I have read the last novel in the Expanse series, Leviathan Falls. It was good, and so was the series. Perhaps it’s recency bias, but I’d say it’s my favorite book series.
Continue reading post "#4567"Toby's Log
My main email app (Fastmail) on my phone logged me out without me noticing for two days. I’ve been trying to not pay as constant attention to my email as it is, so it just seemed nice, but I didn’t even really think about it in that period. Happened to have more than the usual amount of emails when I got back in, though luckily, nothing important. It’d be nice if I could have it only notify me immediately for email from certain addresses or something like that.
Candle incident
Yesterday evening, I lit a candle while watching an episode of Columbo. It’s one of those fat kinds that develops a wall of wax around the outside. Previously, a hole had formed in the wall and some wax had dripped out. I had fixed the hole, but there were still some hunks of this wax left. So I put one in the candle wall yesterday, leaned up against it, hoping it would slowly melt away.
This morning, I woke up and thought to myself that I didn’t remember putting out the candle.
Continue reading post "Candle incident"Mac: 15.4 rsync issues
After running into some problems with some rsync
scripts recently, I discovered that in Mac OS 15.4, Apple switched its built-in rsync
command from standard rsync
to the BSD project’s clone, openrsync
. It is apparently not 100% compatible, because my backup and deploy scripts that use it were failing.
JS: Replace page text
For this year’s April Fools Day, I decided I wanted to replace some text in the content of my site’s pages to something funny, weird, or confusing. Since I’m moving toward a static site, I wanted to do this client side, which meant replacing text with JavaScript. This would be simple with innerHTML
, but that completely replaces the DOM with a new DOM, possibly causing usability and performance issues, and could replace text in URLs, breaking them. Probably a better way is to loop through all nodes on the page, looking for text nodes, and replace text in each of those. So I did this, and it worked nicely. Thought I’d share.
This year, my larger redbud tree has only a few blooms on it and seemingly has gone straight to leaf. Last year, it fully bloomed and looked great. This year, it went to leaf right away while almost all the redbuds I’ve seen have bloomed nicely. It does seem to be growing faster this year than last: Must be focusing its energy on growth. So, hopefully next year it’ll be in full bloom again.
My tiny front sapling is still too small for blooms and has also gone straight to leaf. I’m glad it’s still doing fine.
ZSH regex capture groups
In writing a script for the ZSH shell, I wanted to extract some bits from a string. I looked for a regex solution, using capture groups. I could not figure out how to do it with sed
but I found that the [[ ]]
format of the test
command allows this with the =~
operator. If the test returns true, values are stored in a $match
array and can be accessed like $match[1]
and so on.
Finally got the One UI 7 / Android 15 update on my phone (Samsung S24) today. 15’s been out on Pixel devices for six months, but it took Samsung a long time with this one. I had bought this phone in part because Samsung is supposed to be quick with releases. Hopefully, this doesn’t become the norm.
Not a lot has changed noticeably. My most liked change is that I can have most app icons match my chosen accent color (green) which makes my home screen and quick app drawer look much nicer. There’s also a feature which separates the notification drawer and quick settings slide down, where swiping down from the left shows one and from the right, the other. I’m still getting used to that but may find it results in less swipes. There are a few other aesthetic tweaks. I think there’s a bunch of AI stuff, but I’m not that interested in that.
Using pipes to augment IO of command with bash script
I like the interactive mode of the bc
command line calculator because it is ubiquitous, but wanted to augment its functionality a bit to add a couple features I liked from another calculator program. I wanted to make modifications to the text I typed before sent to bc
and modify the text it outputted. This can be done on standard POSIX shells with mkfifo
, but it took me a good while to figure out how to do this with both input and output and get something working nicely without it freezing or leaving artifacts. So I’m sharing how to do this in a bash
script.
Doing my federal (US) taxes this year, I was finding myself unable to create an account on the Free Fillable Forms site. I kept getting kicked back to the start after filling out and submitting my information. This Reddit thread led me to figure out that it was related to my T-Mobile Home Internet. I turned that off and turned on my phone hotspot and used that to get in. My phone is also T-Mobile, but apparently different enough to not have that issue. Later, I was able to get back in with my Home Internet, so it seems to be just related to something on that initial registration process.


* **HOW TO COMPLETE THIS TASK**
Whatever comes before the line containing "The height and width of the screenshot is (347, 221)." stays out; transcribe that line and all that follow to the end of the records exactly, with no pictures.

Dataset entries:
☆ ☆ ☆ ☆ ☆
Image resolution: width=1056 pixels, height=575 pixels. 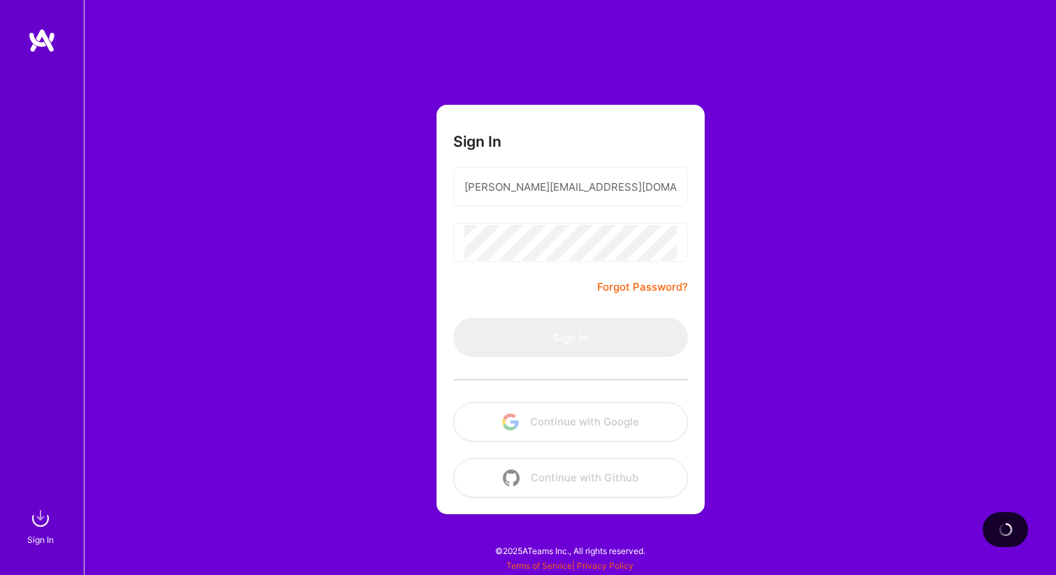 I want to click on button: Continue with Github, so click(x=571, y=478).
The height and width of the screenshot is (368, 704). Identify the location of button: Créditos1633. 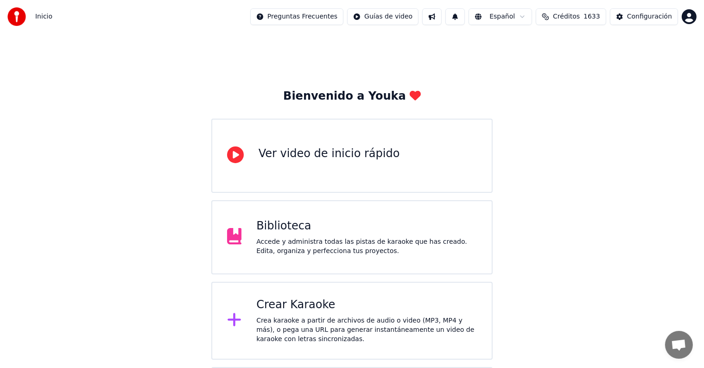
(571, 17).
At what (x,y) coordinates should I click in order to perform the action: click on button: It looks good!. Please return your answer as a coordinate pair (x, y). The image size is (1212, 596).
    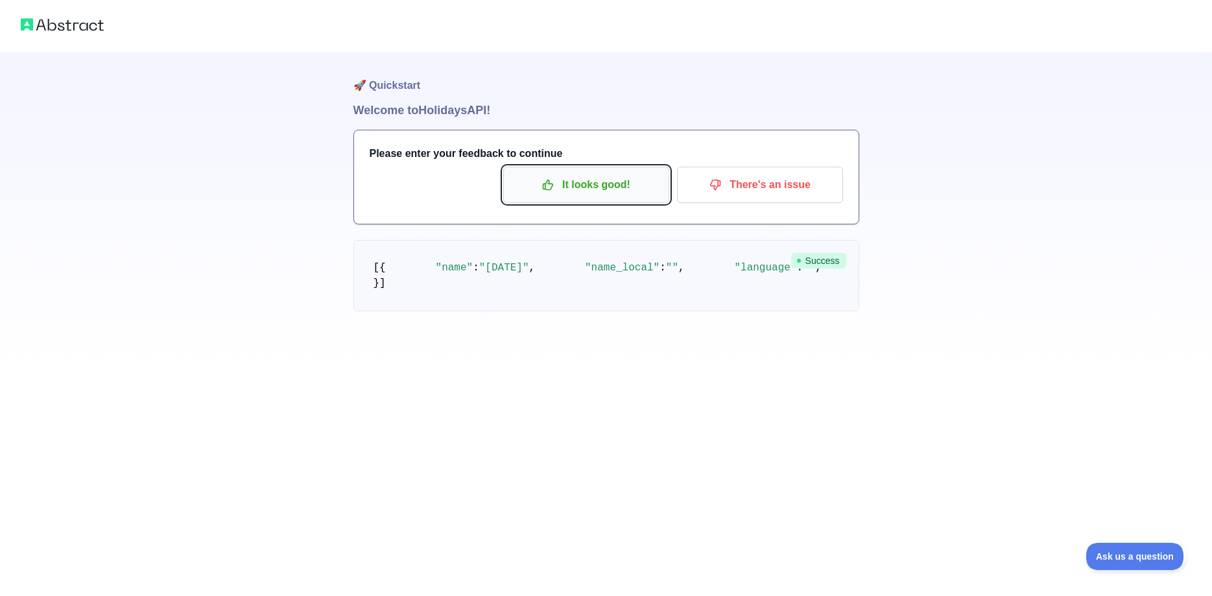
    Looking at the image, I should click on (586, 185).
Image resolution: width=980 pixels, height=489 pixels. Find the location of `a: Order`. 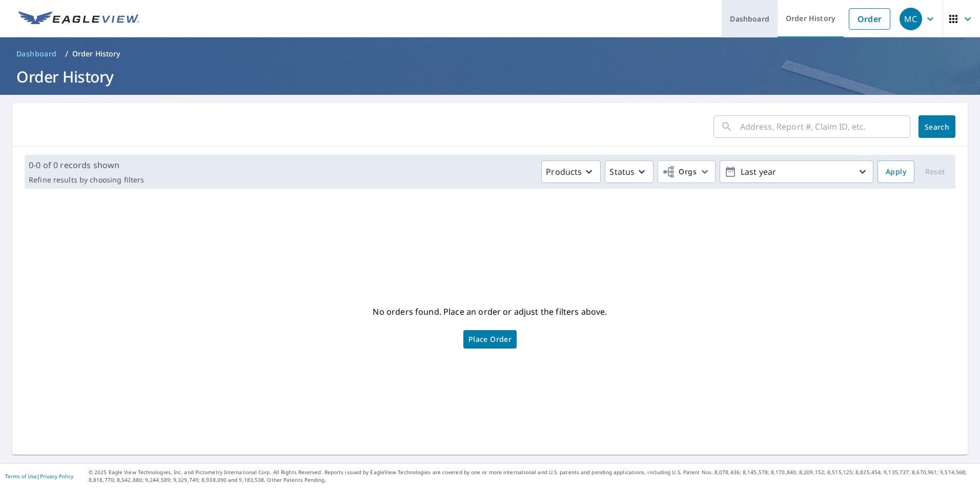

a: Order is located at coordinates (869, 19).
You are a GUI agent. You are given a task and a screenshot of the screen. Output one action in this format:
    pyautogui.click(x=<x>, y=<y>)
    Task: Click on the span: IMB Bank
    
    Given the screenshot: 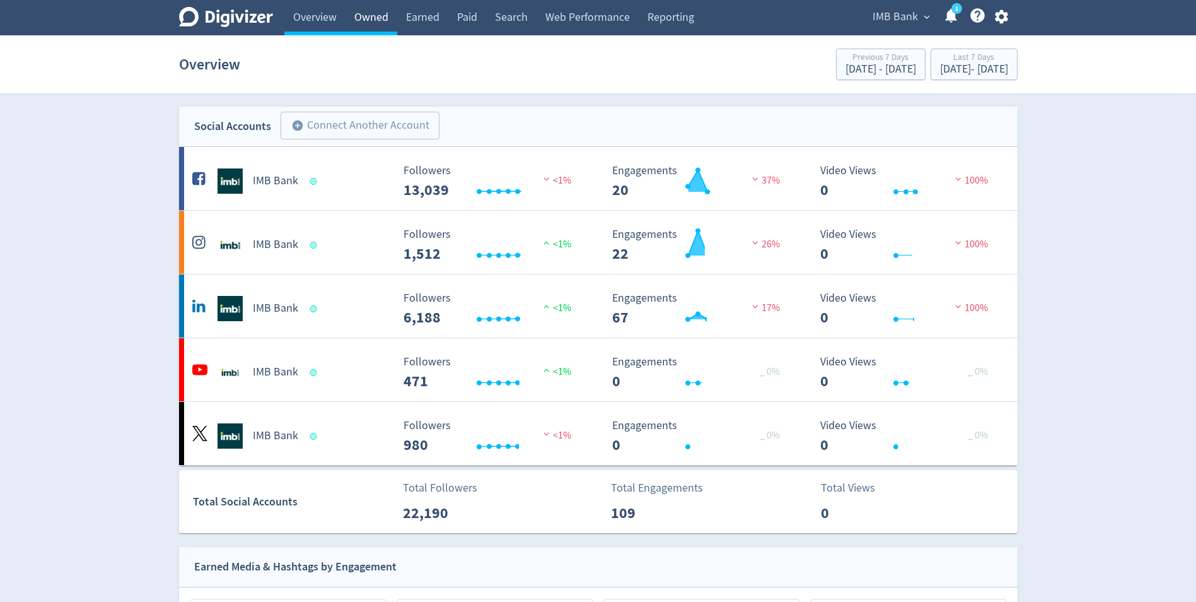 What is the action you would take?
    pyautogui.click(x=895, y=17)
    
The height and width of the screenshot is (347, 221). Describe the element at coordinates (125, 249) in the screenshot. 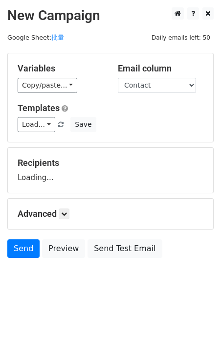

I see `a: Send Test Email` at that location.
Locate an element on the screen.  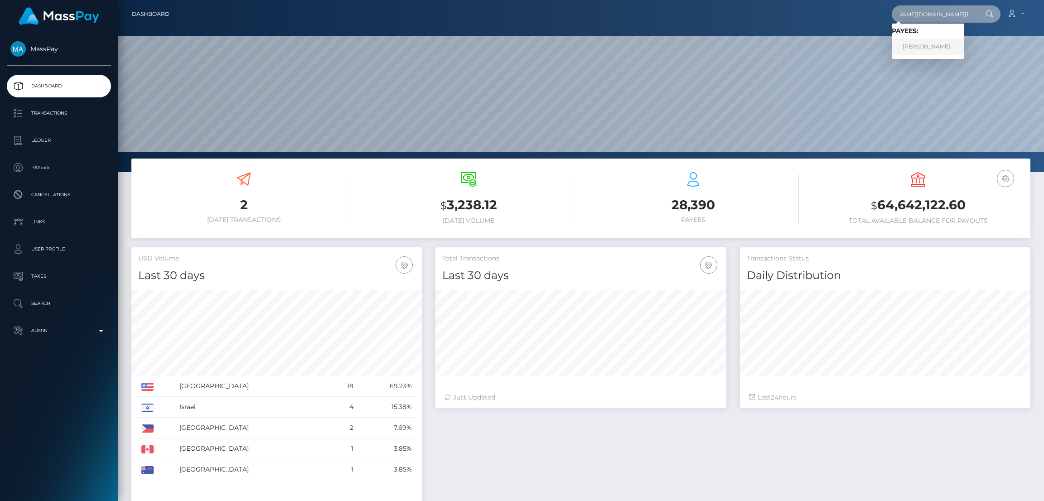
td: 7.69% is located at coordinates (386, 428).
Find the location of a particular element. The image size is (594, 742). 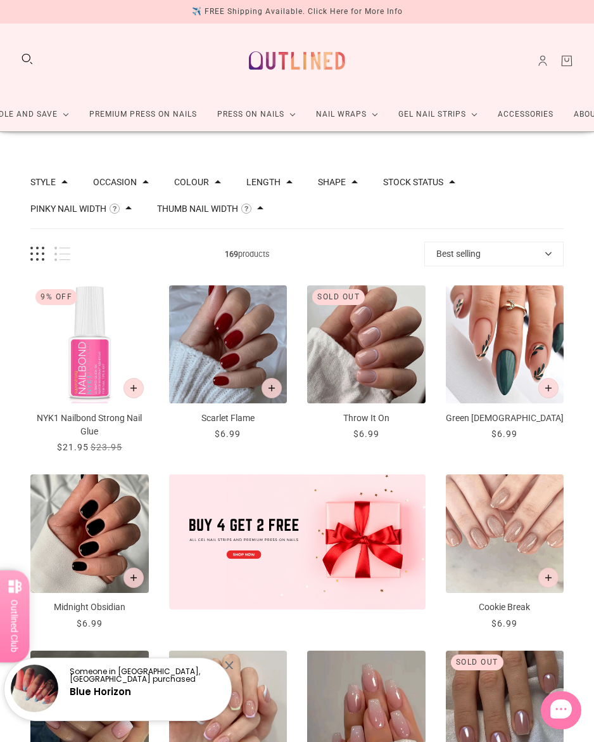

a: Outlined is located at coordinates (297, 60).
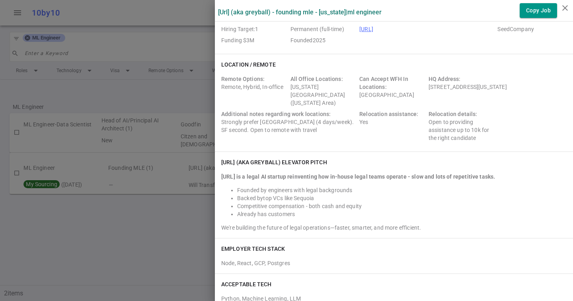 Image resolution: width=573 pixels, height=301 pixels. I want to click on div: We're building the future of legal operations—faster, smarter, and more efficient., so click(394, 227).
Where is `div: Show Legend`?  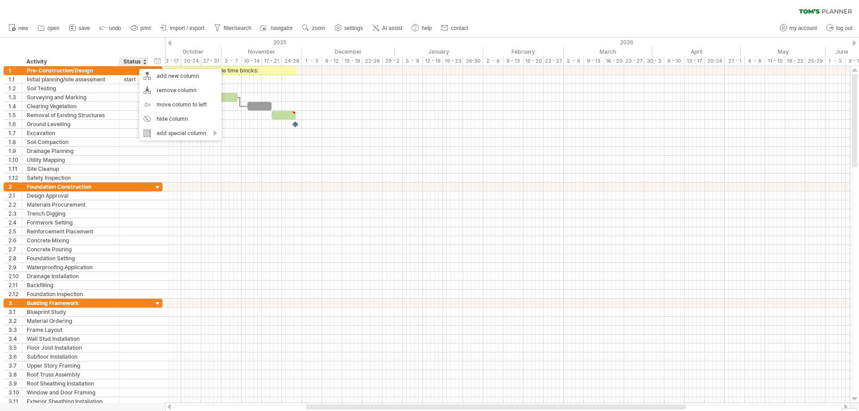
☆ ☆ ☆ ☆ ☆
* **RESPONSE TO THE TASK**
The height and width of the screenshot is (347, 221). Describe the element at coordinates (125, 249) in the screenshot. 

I see `a: Send Test Email` at that location.
Locate an element on the screen.  
td: 7.69% is located at coordinates (386, 428).
Find the location of a particular element. The image size is (594, 742). 

a: Outlined is located at coordinates (297, 60).
 Image resolution: width=573 pixels, height=301 pixels. I want to click on div: We're building the future of legal operations—faster, smarter, and more efficient., so click(394, 227).
Where is `div: Show Legend`?  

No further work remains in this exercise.